**About this task:**
Each of the following records is to be printed verbatim.

── Records for processing ──

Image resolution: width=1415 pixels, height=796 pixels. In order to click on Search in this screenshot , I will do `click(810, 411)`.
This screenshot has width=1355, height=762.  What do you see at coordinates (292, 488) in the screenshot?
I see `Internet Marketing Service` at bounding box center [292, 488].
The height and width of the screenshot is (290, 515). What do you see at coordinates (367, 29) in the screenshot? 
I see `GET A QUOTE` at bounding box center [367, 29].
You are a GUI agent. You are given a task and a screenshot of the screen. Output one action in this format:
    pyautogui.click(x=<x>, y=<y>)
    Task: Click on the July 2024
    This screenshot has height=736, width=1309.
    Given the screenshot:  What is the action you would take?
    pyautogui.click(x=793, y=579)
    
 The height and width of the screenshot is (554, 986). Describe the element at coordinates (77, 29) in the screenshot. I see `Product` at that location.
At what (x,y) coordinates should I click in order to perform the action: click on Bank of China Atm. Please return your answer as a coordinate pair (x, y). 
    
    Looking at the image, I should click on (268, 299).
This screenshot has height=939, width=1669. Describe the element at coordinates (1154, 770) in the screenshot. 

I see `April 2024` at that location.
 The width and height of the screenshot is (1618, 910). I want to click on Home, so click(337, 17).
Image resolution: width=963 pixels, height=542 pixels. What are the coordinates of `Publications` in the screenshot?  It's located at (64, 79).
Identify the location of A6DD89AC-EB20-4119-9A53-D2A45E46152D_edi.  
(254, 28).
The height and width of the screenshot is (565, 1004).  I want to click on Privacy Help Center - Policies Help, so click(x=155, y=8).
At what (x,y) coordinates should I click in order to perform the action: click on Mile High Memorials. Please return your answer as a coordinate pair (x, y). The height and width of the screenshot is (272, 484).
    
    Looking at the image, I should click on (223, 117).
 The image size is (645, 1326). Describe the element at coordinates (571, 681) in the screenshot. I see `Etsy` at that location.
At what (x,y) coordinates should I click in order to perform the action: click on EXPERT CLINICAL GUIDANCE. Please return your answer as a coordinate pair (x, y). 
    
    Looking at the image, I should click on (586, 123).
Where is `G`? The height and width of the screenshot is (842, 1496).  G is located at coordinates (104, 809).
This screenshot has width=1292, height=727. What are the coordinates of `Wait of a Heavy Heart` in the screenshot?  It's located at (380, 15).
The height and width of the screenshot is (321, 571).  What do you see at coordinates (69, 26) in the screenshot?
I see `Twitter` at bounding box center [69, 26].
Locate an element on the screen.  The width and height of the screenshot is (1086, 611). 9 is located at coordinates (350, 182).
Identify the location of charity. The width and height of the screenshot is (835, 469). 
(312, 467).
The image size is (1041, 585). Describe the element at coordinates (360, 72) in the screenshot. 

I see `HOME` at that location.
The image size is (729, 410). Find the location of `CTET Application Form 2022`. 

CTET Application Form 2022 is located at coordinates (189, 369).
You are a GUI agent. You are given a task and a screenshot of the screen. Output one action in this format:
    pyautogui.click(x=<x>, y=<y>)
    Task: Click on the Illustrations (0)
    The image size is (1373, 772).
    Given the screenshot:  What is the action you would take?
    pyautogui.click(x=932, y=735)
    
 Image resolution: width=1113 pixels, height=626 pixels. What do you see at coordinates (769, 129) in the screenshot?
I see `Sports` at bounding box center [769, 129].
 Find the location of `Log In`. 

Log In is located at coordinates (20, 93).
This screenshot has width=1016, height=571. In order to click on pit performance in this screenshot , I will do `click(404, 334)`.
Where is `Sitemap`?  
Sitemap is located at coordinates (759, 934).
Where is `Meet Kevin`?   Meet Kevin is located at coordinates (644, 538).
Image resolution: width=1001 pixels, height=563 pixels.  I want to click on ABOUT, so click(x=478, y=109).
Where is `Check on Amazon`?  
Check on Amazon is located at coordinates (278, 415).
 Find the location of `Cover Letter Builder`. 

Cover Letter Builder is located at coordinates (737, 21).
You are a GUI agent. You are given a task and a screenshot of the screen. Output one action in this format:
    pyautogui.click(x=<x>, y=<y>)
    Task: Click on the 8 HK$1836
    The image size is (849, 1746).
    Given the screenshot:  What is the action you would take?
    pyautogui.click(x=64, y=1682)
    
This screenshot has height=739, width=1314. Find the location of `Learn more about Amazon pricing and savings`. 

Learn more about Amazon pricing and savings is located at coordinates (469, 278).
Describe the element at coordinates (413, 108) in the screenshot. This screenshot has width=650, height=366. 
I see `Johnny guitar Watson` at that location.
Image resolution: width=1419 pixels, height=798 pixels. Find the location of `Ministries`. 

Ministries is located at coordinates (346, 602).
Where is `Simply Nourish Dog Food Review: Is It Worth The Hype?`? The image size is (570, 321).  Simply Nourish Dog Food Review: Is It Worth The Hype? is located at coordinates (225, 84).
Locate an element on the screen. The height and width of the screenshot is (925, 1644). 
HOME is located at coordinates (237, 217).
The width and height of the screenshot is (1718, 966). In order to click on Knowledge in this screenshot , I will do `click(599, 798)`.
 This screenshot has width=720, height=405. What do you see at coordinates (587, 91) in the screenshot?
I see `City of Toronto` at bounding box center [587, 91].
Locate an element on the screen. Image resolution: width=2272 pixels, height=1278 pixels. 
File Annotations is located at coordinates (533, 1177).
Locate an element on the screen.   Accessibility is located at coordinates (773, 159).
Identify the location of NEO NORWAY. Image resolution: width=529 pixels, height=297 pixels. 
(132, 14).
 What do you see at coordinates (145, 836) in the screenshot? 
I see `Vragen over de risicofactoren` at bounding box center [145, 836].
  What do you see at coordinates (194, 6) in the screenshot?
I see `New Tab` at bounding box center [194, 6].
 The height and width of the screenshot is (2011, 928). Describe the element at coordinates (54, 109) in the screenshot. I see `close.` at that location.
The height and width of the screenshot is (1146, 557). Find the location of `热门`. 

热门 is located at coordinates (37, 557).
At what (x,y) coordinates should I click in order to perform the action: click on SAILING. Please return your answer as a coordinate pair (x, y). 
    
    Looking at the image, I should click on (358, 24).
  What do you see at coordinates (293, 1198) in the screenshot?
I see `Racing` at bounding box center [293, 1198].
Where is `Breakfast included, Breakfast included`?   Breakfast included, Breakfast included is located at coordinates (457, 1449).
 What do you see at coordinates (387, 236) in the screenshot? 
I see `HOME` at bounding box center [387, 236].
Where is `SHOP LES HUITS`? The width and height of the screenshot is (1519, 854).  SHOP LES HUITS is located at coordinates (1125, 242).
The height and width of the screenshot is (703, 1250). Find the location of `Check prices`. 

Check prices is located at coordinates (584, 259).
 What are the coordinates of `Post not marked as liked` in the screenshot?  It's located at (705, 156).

───

**Exercise response:**
Image resolution: width=1415 pixels, height=796 pixels. In order to click on Search in this screenshot , I will do `click(810, 411)`.
This screenshot has width=1355, height=762.  What do you see at coordinates (292, 488) in the screenshot?
I see `Internet Marketing Service` at bounding box center [292, 488].
The height and width of the screenshot is (290, 515). What do you see at coordinates (367, 29) in the screenshot? 
I see `GET A QUOTE` at bounding box center [367, 29].
You are a GUI agent. You are given a task and a screenshot of the screen. Output one action in this format:
    pyautogui.click(x=<x>, y=<y>)
    Task: Click on the July 2024
    This screenshot has height=736, width=1309.
    Given the screenshot:  What is the action you would take?
    pyautogui.click(x=793, y=579)
    
 The height and width of the screenshot is (554, 986). Describe the element at coordinates (77, 29) in the screenshot. I see `Product` at that location.
At what (x,y) coordinates should I click in order to perform the action: click on Bank of China Atm. Please return your answer as a coordinate pair (x, y). 
    
    Looking at the image, I should click on (268, 299).
This screenshot has height=939, width=1669. Describe the element at coordinates (1154, 770) in the screenshot. 

I see `April 2024` at that location.
 The width and height of the screenshot is (1618, 910). I want to click on Home, so click(337, 17).
Image resolution: width=963 pixels, height=542 pixels. What are the coordinates of `Publications` in the screenshot?  It's located at (64, 79).
Identify the location of A6DD89AC-EB20-4119-9A53-D2A45E46152D_edi.  
(254, 28).
The height and width of the screenshot is (565, 1004).  I want to click on Privacy Help Center - Policies Help, so click(x=155, y=8).
At what (x,y) coordinates should I click in order to perform the action: click on Mile High Memorials. Please return your answer as a coordinate pair (x, y). The height and width of the screenshot is (272, 484).
    
    Looking at the image, I should click on (223, 117).
 The image size is (645, 1326). Describe the element at coordinates (571, 681) in the screenshot. I see `Etsy` at that location.
At what (x,y) coordinates should I click in order to perform the action: click on EXPERT CLINICAL GUIDANCE. Please return your answer as a coordinate pair (x, y). 
    
    Looking at the image, I should click on (586, 123).
Where is `G`? The height and width of the screenshot is (842, 1496).  G is located at coordinates (104, 809).
This screenshot has width=1292, height=727. What are the coordinates of `Wait of a Heavy Heart` in the screenshot?  It's located at (380, 15).
The height and width of the screenshot is (321, 571).  What do you see at coordinates (69, 26) in the screenshot?
I see `Twitter` at bounding box center [69, 26].
Locate an element on the screen.  The width and height of the screenshot is (1086, 611). 9 is located at coordinates (350, 182).
Identify the location of charity. The width and height of the screenshot is (835, 469). 
(312, 467).
The image size is (1041, 585). Describe the element at coordinates (360, 72) in the screenshot. 

I see `HOME` at that location.
The image size is (729, 410). Find the location of `CTET Application Form 2022`. 

CTET Application Form 2022 is located at coordinates (189, 369).
You are a GUI agent. You are given a task and a screenshot of the screen. Output one action in this format:
    pyautogui.click(x=<x>, y=<y>)
    Task: Click on the Illustrations (0)
    The image size is (1373, 772).
    Given the screenshot:  What is the action you would take?
    pyautogui.click(x=932, y=735)
    
 Image resolution: width=1113 pixels, height=626 pixels. What do you see at coordinates (769, 129) in the screenshot?
I see `Sports` at bounding box center [769, 129].
 Find the location of `Log In`. 

Log In is located at coordinates (20, 93).
This screenshot has width=1016, height=571. In order to click on pit performance in this screenshot , I will do `click(404, 334)`.
Where is `Sitemap`?  
Sitemap is located at coordinates (759, 934).
Where is `Meet Kevin`?   Meet Kevin is located at coordinates (644, 538).
Image resolution: width=1001 pixels, height=563 pixels.  I want to click on ABOUT, so click(x=478, y=109).
Where is `Check on Amazon`?  
Check on Amazon is located at coordinates (278, 415).
 Find the location of `Cover Letter Builder`. 

Cover Letter Builder is located at coordinates (737, 21).
You are a GUI agent. You are given a task and a screenshot of the screen. Output one action in this format:
    pyautogui.click(x=<x>, y=<y>)
    Task: Click on the 8 HK$1836
    The image size is (849, 1746).
    Given the screenshot:  What is the action you would take?
    pyautogui.click(x=64, y=1682)
    
This screenshot has height=739, width=1314. Find the location of `Learn more about Amazon pricing and savings`. 

Learn more about Amazon pricing and savings is located at coordinates (469, 278).
Describe the element at coordinates (413, 108) in the screenshot. This screenshot has width=650, height=366. 
I see `Johnny guitar Watson` at that location.
Image resolution: width=1419 pixels, height=798 pixels. Find the location of `Ministries`. 

Ministries is located at coordinates (346, 602).
Where is `Simply Nourish Dog Food Review: Is It Worth The Hype?`? The image size is (570, 321).  Simply Nourish Dog Food Review: Is It Worth The Hype? is located at coordinates (225, 84).
Locate an element on the screen. The height and width of the screenshot is (925, 1644). 
HOME is located at coordinates (237, 217).
The width and height of the screenshot is (1718, 966). In order to click on Knowledge in this screenshot , I will do `click(599, 798)`.
 This screenshot has width=720, height=405. What do you see at coordinates (587, 91) in the screenshot?
I see `City of Toronto` at bounding box center [587, 91].
Locate an element on the screen. Image resolution: width=2272 pixels, height=1278 pixels. 
File Annotations is located at coordinates (533, 1177).
Locate an element on the screen.   Accessibility is located at coordinates (773, 159).
Identify the location of NEO NORWAY. Image resolution: width=529 pixels, height=297 pixels. 
(132, 14).
 What do you see at coordinates (145, 836) in the screenshot? 
I see `Vragen over de risicofactoren` at bounding box center [145, 836].
  What do you see at coordinates (194, 6) in the screenshot?
I see `New Tab` at bounding box center [194, 6].
 The height and width of the screenshot is (2011, 928). Describe the element at coordinates (54, 109) in the screenshot. I see `close.` at that location.
The height and width of the screenshot is (1146, 557). Find the location of `热门`. 

热门 is located at coordinates (37, 557).
At what (x,y) coordinates should I click in order to perform the action: click on SAILING. Please return your answer as a coordinate pair (x, y). 
    
    Looking at the image, I should click on (358, 24).
  What do you see at coordinates (293, 1198) in the screenshot?
I see `Racing` at bounding box center [293, 1198].
Where is `Breakfast included, Breakfast included`?   Breakfast included, Breakfast included is located at coordinates (457, 1449).
 What do you see at coordinates (387, 236) in the screenshot? 
I see `HOME` at bounding box center [387, 236].
Where is `SHOP LES HUITS`? The width and height of the screenshot is (1519, 854).  SHOP LES HUITS is located at coordinates (1125, 242).
The height and width of the screenshot is (703, 1250). Find the location of `Check prices`. 

Check prices is located at coordinates (584, 259).
 What are the coordinates of `Post not marked as liked` in the screenshot?  It's located at (705, 156).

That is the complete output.